U.S. Treasury Secretary Janet Yellen is urging other leading economies to move faster in resolving debt crises that threaten a growing number of countries.
Yellen made the comments in a meeting Thursday with India’s finance minister, Nirmala Sitharaman, on the sidelines of a meeting of financial leaders of the Group of 20 major economies, the Treasury Department said in a statement.
Yellen thanked India for its help with efforts to restructure debts while encouraging the G-20 to step up such efforts.
India has been most active in helping its neighbor Sri Lanka to weather a crisis that has resulted in shortages of food, fuel and medicines, among many things. Yellen has urged China to work with other donor countries in addressing the problem.
In Bengaluru, G-20 finance ministers, central bank governors and other leaders are due to discuss a range of issues related to climate finance, seeking consensus on regulating digital currencies, global tax issues and other financial priorities.
Yellen and other officials earlier indicated they will also be discussing risks of heavy debt burdens for many countries after costly efforts to cushion the worst impacts of the COVID-19 pandemic. Those woes have deepened as countries’ import bills surged due to sustained higher prices for food, oil and fertilizers and weakening currencies.
Yellen visited Zambia in January, in part to discuss the African country’s $6 billion debt to China, its biggest creditor.
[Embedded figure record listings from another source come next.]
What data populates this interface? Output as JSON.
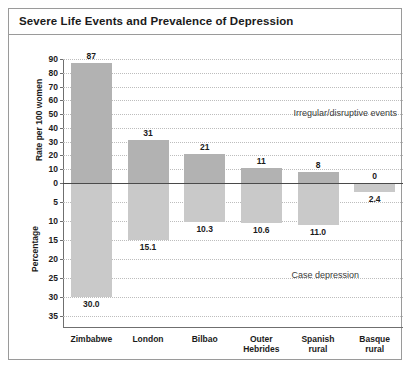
{
  "title": "Severe Life Events and Prevalence of Depression",
  "chart_data": {
    "type": "bar",
    "title": "Severe Life Events and Prevalence of Depression",
    "xlabel": "",
    "ylabel_top": "Rate per 100 women",
    "ylabel_bottom": "Percentage",
    "grid": true,
    "legend_position": "inline-annotations",
    "categories": [
      "Zimbabwe",
      "London",
      "Bilbao",
      "Outer Hebrides",
      "Spanish rural",
      "Basque rural"
    ],
    "category_lines": [
      [
        "Zimbabwe"
      ],
      [
        "London"
      ],
      [
        "Bilbao"
      ],
      [
        "Outer",
        "Hebrides"
      ],
      [
        "Spanish",
        "rural"
      ],
      [
        "Basque",
        "rural"
      ]
    ],
    "series": [
      {
        "name": "Irregular/disruptive events",
        "axis": "top",
        "units": "Rate per 100 women",
        "ylim": [
          0,
          90
        ],
        "yticks": [
          90,
          80,
          70,
          60,
          50,
          40,
          30,
          20,
          10,
          0
        ],
        "color": "#b2b2b2",
        "values": [
          87,
          31,
          21,
          11,
          8,
          0
        ],
        "value_labels": [
          "87",
          "31",
          "21",
          "11",
          "8",
          "0"
        ]
      },
      {
        "name": "Case depression",
        "axis": "bottom",
        "units": "Percentage",
        "ylim": [
          0,
          35
        ],
        "yticks": [
          0,
          5,
          10,
          15,
          20,
          25,
          30,
          35
        ],
        "color": "#c9c9c9",
        "values": [
          30.0,
          15.1,
          10.3,
          10.6,
          11.0,
          2.4
        ],
        "value_labels": [
          "30.0",
          "15.1",
          "10.3",
          "10.6",
          "11.0",
          "2.4"
        ]
      }
    ],
    "annotations": [
      {
        "text": "Irregular/disruptive events",
        "region": "upper"
      },
      {
        "text": "Case depression",
        "region": "lower"
      }
    ]
  },
  "colors": {
    "bar_upper": "#b2b2b2",
    "bar_lower": "#c9c9c9",
    "frame_border": "#9a9a9a",
    "grid": "#bdbdbd",
    "axis": "#6f6f6f",
    "zero_line": "#4a4a4a",
    "text": "#1b1b1b"
  }
}
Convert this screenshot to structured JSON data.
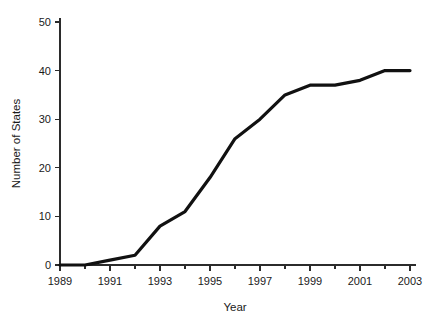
{
  "chart_data": {
    "type": "line",
    "title": "",
    "xlabel": "Year",
    "ylabel": "Number of States",
    "xlim": [
      1989,
      2003
    ],
    "ylim": [
      0,
      50
    ],
    "grid": false,
    "legend": false,
    "series_color": "#111111",
    "x": [
      1989,
      1990,
      1991,
      1992,
      1993,
      1994,
      1995,
      1996,
      1997,
      1998,
      1999,
      2000,
      2001,
      2002,
      2003
    ],
    "values": [
      0,
      0,
      1,
      2,
      8,
      11,
      18,
      26,
      30,
      35,
      37,
      37,
      38,
      40,
      40
    ],
    "series": [
      {
        "name": "Number of States",
        "values": [
          0,
          0,
          1,
          2,
          8,
          11,
          18,
          26,
          30,
          35,
          37,
          37,
          38,
          40,
          40
        ]
      }
    ],
    "x_major_ticks": [
      1989,
      1991,
      1993,
      1995,
      1997,
      1999,
      2001,
      2003
    ],
    "x_major_tick_labels": [
      "1989",
      "1991",
      "1993",
      "1995",
      "1997",
      "1999",
      "2001",
      "2003"
    ],
    "x_minor_ticks": [
      1990,
      1992,
      1994,
      1996,
      1998,
      2000,
      2002
    ],
    "y_ticks": [
      0,
      10,
      20,
      30,
      40,
      50
    ],
    "y_tick_labels": [
      "0",
      "10",
      "20",
      "30",
      "40",
      "50"
    ]
  }
}
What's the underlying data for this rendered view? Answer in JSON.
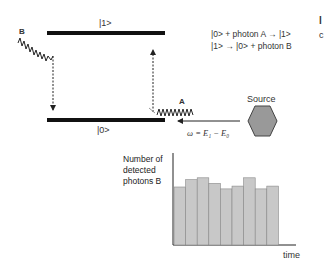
{
  "levels": {
    "excited": {
      "label": "|1>"
    },
    "ground": {
      "label": "|0>"
    }
  },
  "photons": {
    "a_label": "A",
    "b_label": "B"
  },
  "source": {
    "label": "Source",
    "fill": "#999999"
  },
  "frequency_label": "ω = E₁ − E₀",
  "equations": [
    "|0> + photon A → |1>",
    "|1> → |0> + photon B"
  ],
  "cutoff_right": {
    "glyph1": "l",
    "glyph2": "c"
  },
  "chart_data": {
    "type": "bar",
    "title": "",
    "xlabel": "time",
    "ylabel": "Number of detected photons B",
    "ylabel_lines": [
      "Number of",
      "detected",
      "photons B"
    ],
    "categories": [
      "t1",
      "t2",
      "t3",
      "t4",
      "t5",
      "t6",
      "t7",
      "t8",
      "t9"
    ],
    "values": [
      63,
      71,
      73,
      67,
      61,
      64,
      73,
      61,
      64
    ],
    "ylim": [
      0,
      100
    ],
    "grid": false,
    "bar_color": "#c8c8c8"
  },
  "colors": {
    "line": "#111111",
    "bar": "#c8c8c8",
    "bar_edge": "#888888",
    "hexagon": "#999999"
  }
}
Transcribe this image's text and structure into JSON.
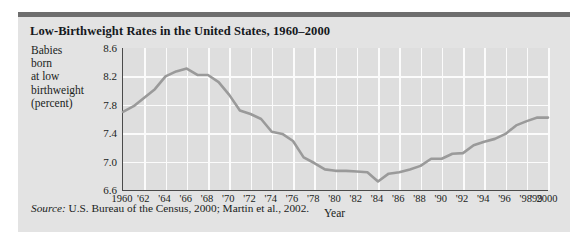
{
  "figure": {
    "title": "Low-Birthweight Rates in the United States, 1960–2000",
    "source_word": "Source:",
    "source_text": " U.S. Bureau of the Census, 2000; Martin et al., 2002."
  },
  "axis_label_lines": [
    "Babies",
    "born",
    "at low",
    "birthweight",
    "(percent)"
  ],
  "colors": {
    "panel_background": "#e3e3e3",
    "plot_background": "#dedede",
    "top_rule": "#6e6e6e",
    "gridline": "#fbfbfb",
    "axis": "#4a4a4a",
    "line": "#9a9a9a",
    "text": "#1a1d21"
  },
  "chart_data": {
    "type": "line",
    "title": "Low-Birthweight Rates in the United States, 1960–2000",
    "xlabel": "Year",
    "ylabel": "Babies born at low birthweight (percent)",
    "xlim": [
      1960,
      2000
    ],
    "ylim": [
      6.6,
      8.6
    ],
    "yticks": [
      8.6,
      8.2,
      7.8,
      7.4,
      7.0,
      6.6
    ],
    "ytick_labels": [
      "8.6",
      "8.2",
      "7.8",
      "7.4",
      "7.0",
      "6.6"
    ],
    "xticks": [
      1960,
      1962,
      1964,
      1966,
      1968,
      1970,
      1972,
      1974,
      1976,
      1978,
      1980,
      1982,
      1984,
      1986,
      1988,
      1990,
      1992,
      1994,
      1996,
      1998,
      1999,
      2000
    ],
    "xtick_labels": [
      "1960",
      "'62",
      "'64",
      "'66",
      "'68",
      "'70",
      "'72",
      "'74",
      "'76",
      "'78",
      "'80",
      "'82",
      "'84",
      "'86",
      "'88",
      "'90",
      "'92",
      "'94",
      "'96",
      "'98",
      "'99",
      "2000"
    ],
    "grid": true,
    "legend": null,
    "series": [
      {
        "name": "Low-birthweight rate",
        "x": [
          1960,
          1961,
          1962,
          1963,
          1964,
          1965,
          1966,
          1967,
          1968,
          1969,
          1970,
          1971,
          1972,
          1973,
          1974,
          1975,
          1976,
          1977,
          1978,
          1979,
          1980,
          1981,
          1982,
          1983,
          1984,
          1985,
          1986,
          1987,
          1988,
          1989,
          1990,
          1991,
          1992,
          1993,
          1994,
          1995,
          1996,
          1997,
          1998,
          1999,
          2000
        ],
        "values": [
          7.7,
          7.78,
          7.9,
          8.02,
          8.2,
          8.27,
          8.31,
          8.22,
          8.22,
          8.12,
          7.94,
          7.72,
          7.67,
          7.6,
          7.42,
          7.39,
          7.29,
          7.06,
          6.98,
          6.89,
          6.87,
          6.87,
          6.86,
          6.85,
          6.72,
          6.83,
          6.85,
          6.89,
          6.94,
          7.04,
          7.04,
          7.11,
          7.12,
          7.23,
          7.28,
          7.32,
          7.39,
          7.51,
          7.57,
          7.62,
          7.62
        ]
      }
    ]
  }
}
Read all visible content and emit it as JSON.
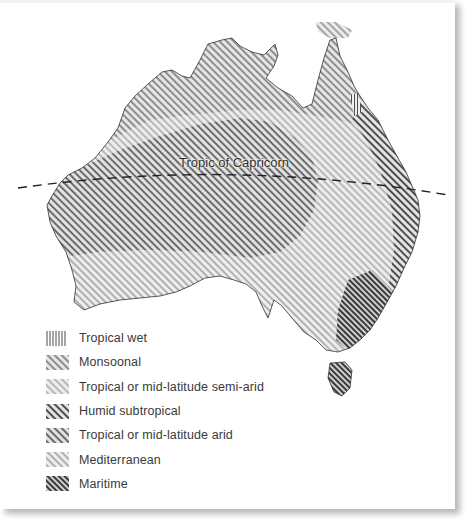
{
  "map": {
    "subject": "Australia climate zones",
    "tropic_line_label": "Tropic of Capricorn"
  },
  "legend": {
    "items": [
      {
        "label": "Tropical wet",
        "pattern": "vertical-lines",
        "color": "#555555"
      },
      {
        "label": "Monsoonal",
        "pattern": "diagonal-medium",
        "color": "#9a9a9a"
      },
      {
        "label": "Tropical or mid-latitude semi-arid",
        "pattern": "diagonal-light",
        "color": "#c4c4c4"
      },
      {
        "label": "Humid subtropical",
        "pattern": "diagonal-dark",
        "color": "#5a5a5a"
      },
      {
        "label": "Tropical or mid-latitude arid",
        "pattern": "diagonal-medium-dark",
        "color": "#7a7a7a"
      },
      {
        "label": "Mediterranean",
        "pattern": "diagonal-light",
        "color": "#bdbdbd"
      },
      {
        "label": "Maritime",
        "pattern": "diagonal-darkest",
        "color": "#3e3e3e"
      }
    ]
  }
}
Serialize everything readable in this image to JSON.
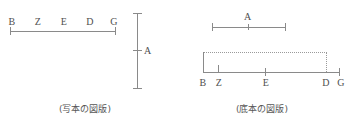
{
  "figure": {
    "type": "geometric-diagram-pair",
    "colors": {
      "line": "#8a8a8a",
      "dotted": "#9a9a9a",
      "text": "#4f4f4f",
      "background": "#ffffff"
    },
    "panels": [
      {
        "id": "manuscript",
        "caption": "(写本の図版)",
        "segment_labels": [
          "B",
          "Z",
          "E",
          "D",
          "G"
        ],
        "vertical_label": "A",
        "description": "horizontal segment BZEDG with a separate vertical segment A at right"
      },
      {
        "id": "base-text",
        "caption": "(底本の図版)",
        "upper_segment_label": "A",
        "baseline_labels": [
          "B",
          "Z",
          "E",
          "D",
          "G"
        ],
        "description": "upper segment A above a baseline BZEDG closed by a dotted rectangle from B to D"
      }
    ]
  }
}
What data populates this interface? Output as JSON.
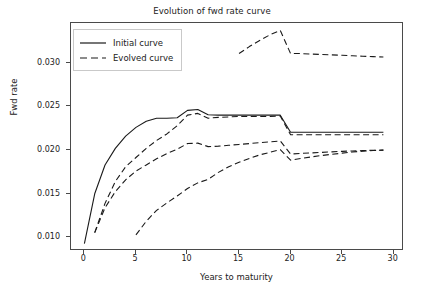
{
  "chart_data": {
    "type": "line",
    "title": "Evolution of fwd rate curve",
    "xlabel": "Years to maturity",
    "ylabel": "Fwd rate",
    "xlim": [
      -1.3,
      31.0
    ],
    "ylim": [
      0.00845,
      0.03455
    ],
    "xticks": [
      0,
      5,
      10,
      15,
      20,
      25,
      30
    ],
    "xtick_labels": [
      "0",
      "5",
      "10",
      "15",
      "20",
      "25",
      "30"
    ],
    "yticks": [
      0.01,
      0.015,
      0.02,
      0.025,
      0.03
    ],
    "ytick_labels": [
      "0.010",
      "0.015",
      "0.020",
      "0.025",
      "0.030"
    ],
    "grid": false,
    "legend_position": "upper left",
    "line_color": "#1a1a1a",
    "series": [
      {
        "name": "Initial curve",
        "style": "solid",
        "x": [
          0,
          1,
          2,
          3,
          4,
          5,
          6,
          7,
          8,
          9,
          10,
          11,
          12,
          13,
          14,
          15,
          16,
          17,
          18,
          19,
          20,
          21,
          22,
          23,
          24,
          25,
          26,
          27,
          28,
          29
        ],
        "values": [
          0.0093,
          0.015,
          0.0183,
          0.0202,
          0.0216,
          0.0226,
          0.0233,
          0.02365,
          0.02365,
          0.0237,
          0.02455,
          0.02465,
          0.02405,
          0.024,
          0.024,
          0.024,
          0.024,
          0.024,
          0.024,
          0.024,
          0.02205,
          0.02205,
          0.02205,
          0.02205,
          0.02205,
          0.02205,
          0.02205,
          0.02205,
          0.02205,
          0.02205
        ]
      },
      {
        "name": "Evolved curve",
        "style": "dashed",
        "x": [
          1,
          2,
          3,
          4,
          5,
          6,
          7,
          8,
          9,
          10,
          11,
          12,
          13,
          14,
          15,
          16,
          17,
          18,
          19,
          20,
          21,
          22,
          23,
          24,
          25,
          26,
          27,
          28,
          29
        ],
        "values": [
          0.01055,
          0.0139,
          0.0164,
          0.0181,
          0.01915,
          0.0202,
          0.0211,
          0.02185,
          0.0228,
          0.024,
          0.0242,
          0.02365,
          0.02375,
          0.0238,
          0.02385,
          0.02385,
          0.02385,
          0.02385,
          0.0239,
          0.02175,
          0.02175,
          0.02175,
          0.02175,
          0.02175,
          0.02175,
          0.02175,
          0.02175,
          0.02175,
          0.02175
        ]
      },
      {
        "name": "Evolved curve",
        "style": "dashed",
        "x": [
          1,
          2,
          3,
          4,
          5,
          6,
          7,
          8,
          9,
          10,
          11,
          12,
          13,
          14,
          15,
          16,
          17,
          18,
          19,
          20,
          21,
          22,
          23,
          24,
          25,
          26,
          27,
          28,
          29
        ],
        "values": [
          0.01055,
          0.0134,
          0.01525,
          0.0166,
          0.0176,
          0.0183,
          0.019,
          0.0196,
          0.0201,
          0.02075,
          0.0208,
          0.0204,
          0.02045,
          0.02055,
          0.02065,
          0.02075,
          0.02085,
          0.02095,
          0.02105,
          0.01955,
          0.01962,
          0.01968,
          0.01974,
          0.0198,
          0.01986,
          0.0199,
          0.01994,
          0.01998,
          0.02
        ]
      },
      {
        "name": "Evolved curve",
        "style": "dashed",
        "x": [
          5,
          6,
          7,
          8,
          9,
          10,
          11,
          12,
          13,
          14,
          15,
          16,
          17,
          18,
          19,
          20,
          21,
          22,
          23,
          24,
          25,
          26,
          27,
          28,
          29
        ],
        "values": [
          0.0103,
          0.01185,
          0.0131,
          0.01395,
          0.01475,
          0.0156,
          0.01625,
          0.01665,
          0.01745,
          0.0181,
          0.0186,
          0.01905,
          0.01945,
          0.01975,
          0.02005,
          0.01885,
          0.01905,
          0.01922,
          0.01938,
          0.01952,
          0.01965,
          0.01978,
          0.01988,
          0.01995,
          0.02
        ]
      },
      {
        "name": "Evolved curve",
        "style": "dashed",
        "x": [
          15,
          16,
          17,
          18,
          19,
          20,
          21,
          22,
          23,
          24,
          25,
          26,
          27,
          28,
          29
        ],
        "values": [
          0.03105,
          0.03185,
          0.03255,
          0.0332,
          0.0337,
          0.03105,
          0.03105,
          0.031,
          0.03095,
          0.0309,
          0.03085,
          0.0308,
          0.03075,
          0.0307,
          0.03065
        ]
      }
    ]
  },
  "legend": {
    "entries": [
      {
        "label": "Initial curve",
        "style": "solid"
      },
      {
        "label": "Evolved curve",
        "style": "dashed"
      }
    ]
  }
}
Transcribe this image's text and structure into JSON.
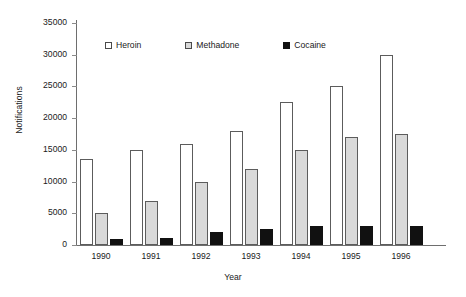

Zambia became the site of Africa’s first coronavirus pandemic-era sovereign nation to default when it failed to make a $42.5 million bond payment in November 2020.
But a slew of other countries, from Laos and Afghanistan to Venezuela and Argentina, have seen their finances deteriorate in the past year.
China has expressed support for Sri Lanka but has not said if it will help reduce a multibillion-dollar debt that has left the Indian Ocean nation in financial and political turmoil.
One of Sri Lanka’s biggest creditors after extending it loans to build a port and other facilities, Beijing has offered a two-year suspension of repayments but balked at reducing the amount owed.
The International Monetary Fund has set a reduction in debt as a condition for an emergency loan.